Hannah was bent over Sam. Without raising her head she called out, “What did we do to you that you hate us so?”

“Wouldn’t you like to know?” Gertrude rejoined. “But it will stay my little secret this side of the grave.”

“Please, for the sake of my children, don’t take the law into your own hands. Turn us over to the Texas Rangers.”

“Beg all you want, but my mind is made up. None of you are getting out of there alive. That includes your parson friend, in case he’s still breathing.”

God, how I hankered to blow out her wick. In my fury I clenched my fists and realized my strength was returning. Pain was setting in, as well. My temples pounded and my mouth became as dry as Death Valley. I did not have the warm, wet feeling deep inside, that warned of internal bleeding, which was a good sign. Nor was blood leaking out of my mouth and nose.

Daisy had slid over by her mother, but now she returned and wanted to know, “How are you holding up?”

I had to lick my lips and swallow a few times before saying, “It’s no worse than being stomped by a bull. How is your brother?”

Bending so close her warm breath fluttered my cheek, Daisy said, “The bullet nicked his shoulder bone, but Ma thinks Sam will live.”

“We can’t stay cooped up in here,” I said.

“What else can we do? Ma says it would be suicide to make a break for the woods. They would drop us one by one as we go out the door.”

That they would. “Give me a revolver or a rifle and I will cover you,” I offered. My thinking was that the cowboys would chase after them, giving me the chance to crawl into the woods and hide.

Daisy misunderstood. “You are the noblest man I’ve ever met. But we’re not about to run off and leave you.”

At that juncture something struck the front of the cabin with a loud thump, and seconds later a flickering glow lit the window.

“Dear Lord!” Hannah cried. “They’re trying to set the cabin on fire!”

That was the fourth choice.

Chapter 14

A bucket of water was on the counter. Jordy grabbed it and ran to the window, where fingers of flame were licking at the sill. To douse them, he had to lean out and upend the bucket. The moment he did, a rifle cracked off in the trees. Jordy dropped the bucket and tottered back, his right arm suddenly limp.

Hannah and Daisy rushed to render aid. They brought Jordy over near me and had him sit. Kip joined them and handed his mother his belt knife, which Hannah used to cut open Jordy’s sleeve. She gingerly examined the wound. The slug had drilled Jordy above the elbow, shattering the bone and leaving an exit hole the size of a walnut. Blood pumped in a torrent.

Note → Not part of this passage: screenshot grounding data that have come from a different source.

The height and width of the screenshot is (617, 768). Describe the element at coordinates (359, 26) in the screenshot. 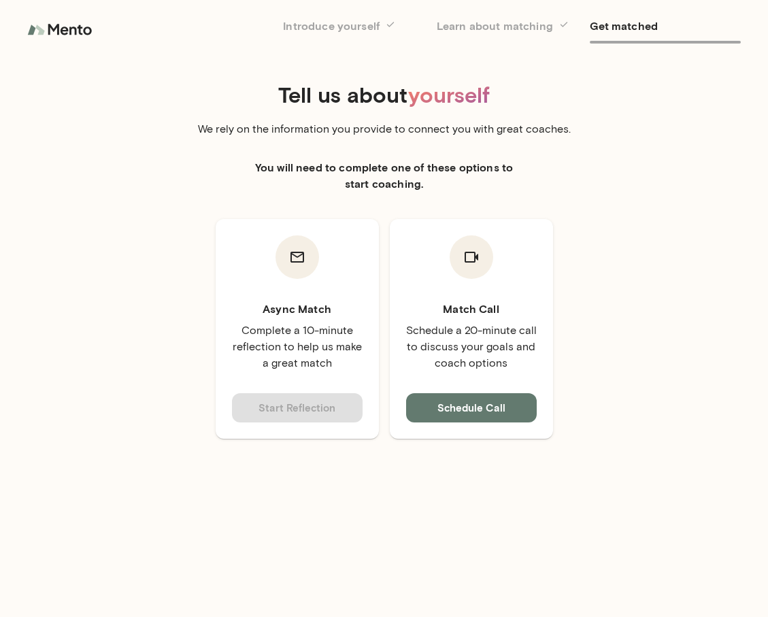

I see `h6: Introduce yourself` at that location.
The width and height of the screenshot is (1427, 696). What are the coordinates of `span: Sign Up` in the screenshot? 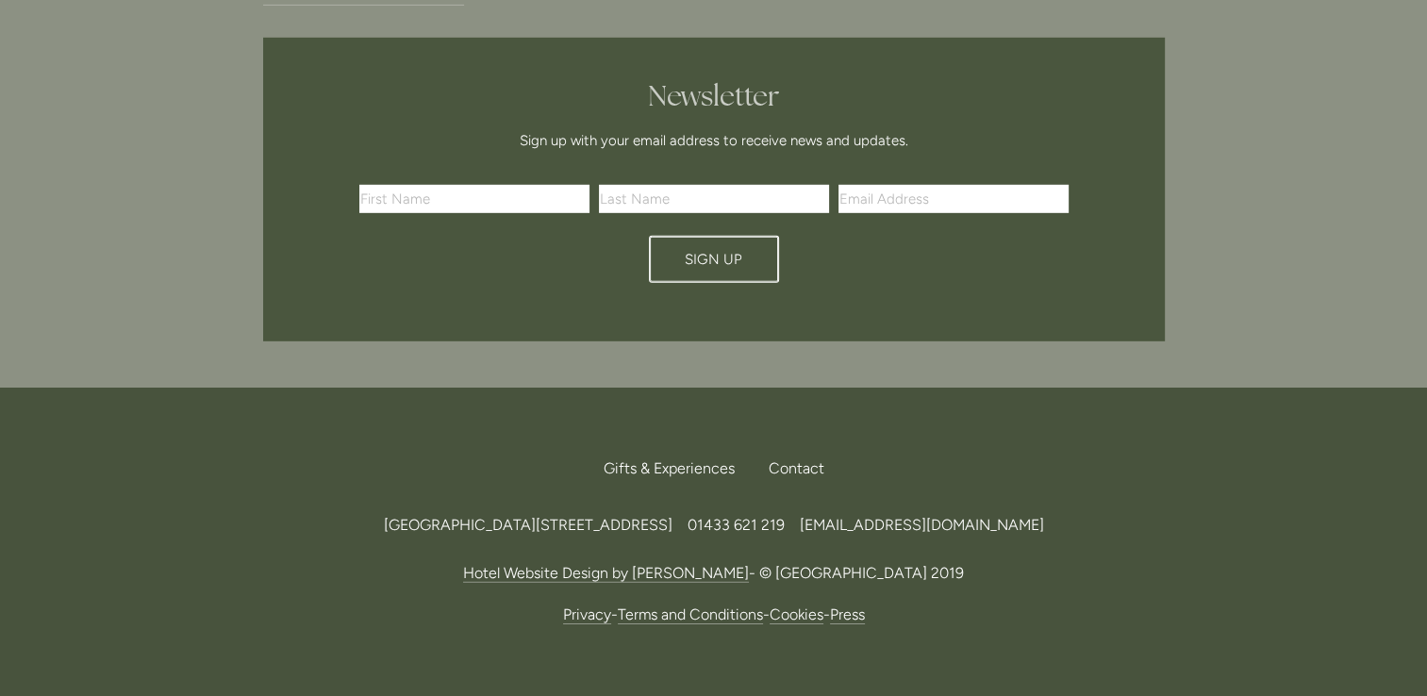 It's located at (713, 259).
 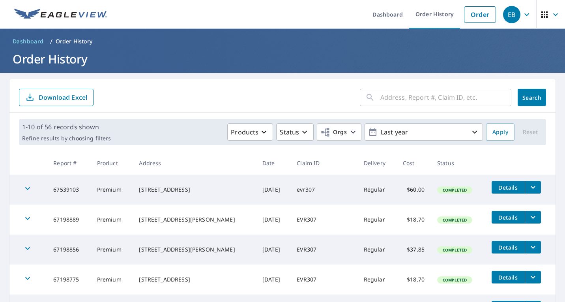 What do you see at coordinates (533, 277) in the screenshot?
I see `button: filesDropdownBtn-67198775` at bounding box center [533, 277].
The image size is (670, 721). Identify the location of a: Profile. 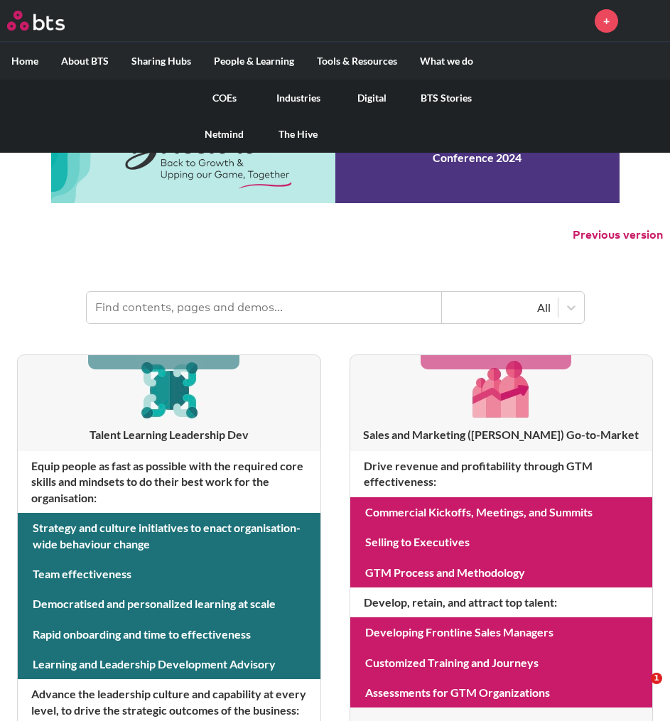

“We have to stop the bleeding,” Hannah said. “Daughter, rip a sheet into strips. Kip, find me something to use as a splint.”

I was feeling weak again. I stared at my own wound, wondering if I would live. Internal bleeding was not always apparent. If I was bleeding inside, there was nothing Hannah could do for me. I thought of Gertrude’s treachery and yearned to slip a garrote around her throat or, better yet, strangle her with my hands.

I had only myself to blame for being shot. When I started in the regulating business, I would never turn my back on someone like Gertrude. I had become too sure of myself, too careless. I had taken to assuming my reputation would protect me.

As I watched the glow at the front of the cabin grow, I did something I had not done since I was knee high to a foal. I prayed. I asked God Almighty to let me live so I could have my revenge on the woman who had done this to me. With every iota of my being, I prayed. When it hit me what I was doing, I grinned at my silliness.

Long ago I learned that God never answered my prayers. As a boy, night after night, I prayed that my father would stop beating my mother. Night after night, I prayed he would stop drowning himself in drink and treat us as a father was supposed to treat us. But my prayers did no good. My father did not stop drinking. He did not stop beating her. He did not treat us as a caring father should.

I had heard that God answered the prayers of others: Folks have told me that the Almighty answered theirs. Why God never answered mine, I couldn’t rightly say. Maybe I made God mad at me somehow. Maybe I prayed wrong. Whatever it was, as I sat there with that bullet hole in me and realized I was praying, I not only grinned, I had a lump in my throat.